Stuff is the first book to explore compulsive hoarding, a disorder that affects as many as six million people. Using the latest research, much of which they pioneered in their decade of study, along with vivid case histories of a range of hoarders (animal collectors, compulsive shoppers, elderly packrats, scavengers), Frost and Steketee describe the various causes of hoarding — psychological and biological — and the traits by which you can identify a hoarder. In a portrait that disproves many of our assumptions about the often-hidden disease (for example, most hoarders aren't reacting to childhood poverty or deprivation), they also examine the forces behind a hoarder's behavior and the ways in which they affect all of us, whether it's the passion of a collector, the rigor of someone whose desk is always clean, the sentimentality of the person who saves ticket stubs.

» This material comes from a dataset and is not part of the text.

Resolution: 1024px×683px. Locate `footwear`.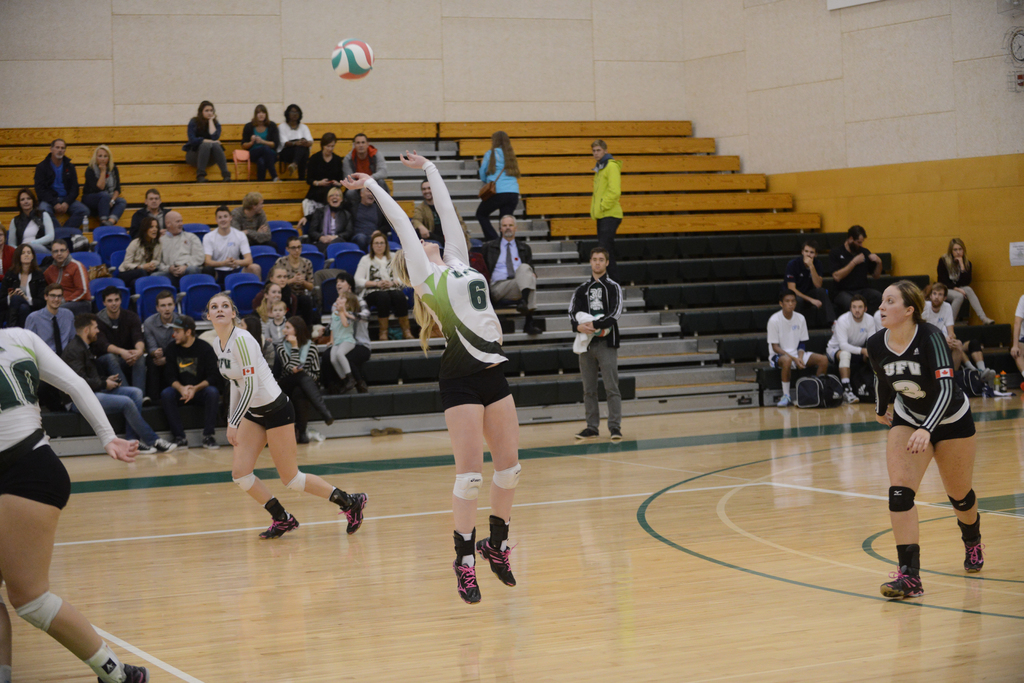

For the sufferers, their relatives and friends, and all the rest of us with complicated relationships to our things, Stuff answers the question of what happens when our stuff starts to own us.
"Synopsis"
by Firebrand,
A thoughtfully researched and fascinating appraisal of what happens when our stuff starts to own us
What possesses someone to save every scrap of paper thats ever come into his home? What compulsions drive a person to sacrifice her marriage or career for an accumulation of seemingly useless things? Randy Frost and Gail Steketee were the first to study hoarding when they began their work a decade ago. They didn't expect that they would end up treating hundreds of patients and fielding thousands of calls from the families of hoarders. Their vivid case studies (reminiscent of Oliver Sacks) in Stuff show how you can identify a hoarder—piles on sofas and beds that make the furniture useless, houses that can be navigated only by following small paths called goat trails, vast piles of paper that the hoarders “churn” but never discard, even collections of animals and garbage—and illuminate the pull that possessions exert over all of us. Whether were savers, collectors, or compulsive cleaners, very few of us are in fact free of the impulses that drive hoarders to extremes.